SPINNING AMID THE STARS
When she returned to Houston after her one-year commitment, she knew music was her calling. In 1995 she was booking bands for a coffee house, when her future walked through the door.
Rob had just returned from Richmond, Va., where a band he was in had fizzled. He was back in Houston, where his parents lived at the time, to regroup. And once again, he was looking for a band. A friend introduced the two, knowing of their common musical interests, but for Rob, something unexpected happened.
Standing in the coffee house, he told his friend: “I’m going to marry that girl one day.”
He still can’t explain it. He wasn’t looking for a girlfriend, let alone a spouse. All he really wanted was a career in music. But here he was in a Houston coffee house staring at a women he barely knew sure that she was his future.
He never breathed a word about his feelings to Jen.
She was engaged.
But their musical compatibility was instant. They began performing as a duo, becoming friends, but keeping the relationship strictly business.
Jen’s engagement to her high school sweetheart was a long-distance thing while he finished a degree. But the more she worked with Rob, the more she realized her engagement was in trouble. Rob never acted interested in her, but she found herself drawn to him anyway.
She called her fiancé: “I’m really falling for my guitar player. You need to come see me more.” Almost before she hung up, he was on a plane to Texas.
Still, a few weeks after the fiancé’s visit, she broke the engagement. No matter how Rob felt about her, she couldn’t marry someone if this was the way she was thinking.
And still, nothing between Jen and Rob changed.
One night they were going to learn country dancing with some friends, but at the last minute, the friends bailed. Jen and Rob went anyway. After the lesson, the regular dance began, and they stuck around, talking, and finally, getting up to dance.
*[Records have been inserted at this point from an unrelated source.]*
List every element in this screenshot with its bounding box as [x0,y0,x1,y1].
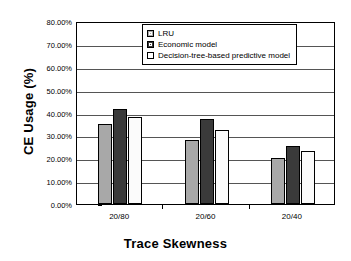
y-axis-tick-label: 20.00% [26,155,72,164]
bar [98,124,112,204]
bar [200,119,214,204]
legend-swatch-icon [147,52,154,59]
chart-legend: LRUEconomic modelDecision-tree-based pre… [142,24,297,65]
legend-label: Economic model [158,40,217,50]
y-axis-tick-mark [98,205,102,206]
x-axis-title: Trace Skewness [0,236,351,251]
bar [215,130,229,204]
y-axis-tick-label: 60.00% [26,63,72,72]
legend-item: Economic model [147,39,290,50]
x-axis-tick-mark [249,205,250,209]
bar [128,117,142,204]
y-axis-tick-label: 80.00% [26,18,72,27]
x-axis-tick-label: 20/60 [171,212,241,221]
bar [286,146,300,204]
legend-swatch-icon [147,41,154,48]
y-axis-tick-label: 30.00% [26,132,72,141]
y-axis-tick-labels: 0.00%10.00%20.00%30.00%40.00%50.00%60.00… [26,22,72,205]
y-axis-tick-label: 50.00% [26,86,72,95]
bar-chart: CE Usage (%) 0.00%10.00%20.00%30.00%40.0… [0,0,351,261]
x-axis-tick-label: 20/40 [257,212,327,221]
x-axis-tick-mark [162,205,163,209]
bar-group [98,23,142,204]
x-axis-tick-label: 20/80 [84,212,154,221]
legend-item: LRU [147,28,290,39]
y-axis-tick-label: 10.00% [26,178,72,187]
bar [113,109,127,204]
bar [271,158,285,204]
y-axis-tick-label: 70.00% [26,40,72,49]
legend-swatch-icon [147,30,154,37]
y-axis-tick-label: 0.00% [26,201,72,210]
bar [301,151,315,204]
legend-item: Decision-tree-based predictive model [147,50,290,61]
legend-label: LRU [158,29,174,39]
legend-label: Decision-tree-based predictive model [158,51,290,61]
bar [185,140,199,204]
y-axis-tick-label: 40.00% [26,109,72,118]
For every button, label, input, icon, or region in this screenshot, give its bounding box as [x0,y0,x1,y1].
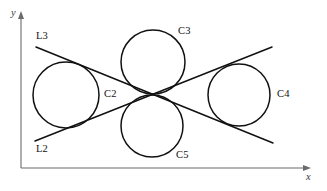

They joined the flow of couples spinning and circling around the floor. And that’s when it happened.
“I don’t know if it was him kissing me or me kissing him,” but they stopped in the middle of the swirling couples and kissed for the very first time.
“I’ll never forget it. There were stars in the room and we were spinning.”
Around them couples laughed and teased as they danced by. Jen and Rob had finally found each other.
Jen is 35 now. Rob will turn 35 in December. Still they dream. Still they plan. Still, they’re in love. They’re a little less starry-eyed now. They know the odds against any talented musician really making it. It’s hard to swallow sometime. But they keep on. If there’s any chance at all, they’ll make it happen.
Their new recording came out this summer, an EP called EP. Their newest Christmas recording, This Christmas, will be out soon. And Martha’s Trouble has new members, Jacob Blount on guitar and keyboards, Paul Dow on bass, and David Ytterberg on drums.
It’s Friday afternoon, and the salon is closing. Wilson comes out with a guitar and strums it forcefully, singing You Are My Sunshine. Jen applauds. Emery is rambling through the salon, for once not hanging onto Jen, teething on a necklace.
“She left tooth marks on one of them,” Jen says. But she also provided inspiration for a new line of baby-safe jewelry Jen developed with an artist friend, Vicki Wheeler of Birmingham. The line goes on sale at Giggles and Coos this November. Don’t expect the necklaces to look like baby toys, Jen says. They’re for mom’s sensibilities but too big to choke on, and made with safe materials.
“I’m real excited about it. I love fashion,” Jen says.
But it will never replace music.
“It’s just such a part of our lives. It’s really who we are. We thought about retiring a couple of times, but every time we do, we just can’t imagine our lives without music. Now, it’s who we are as a family.”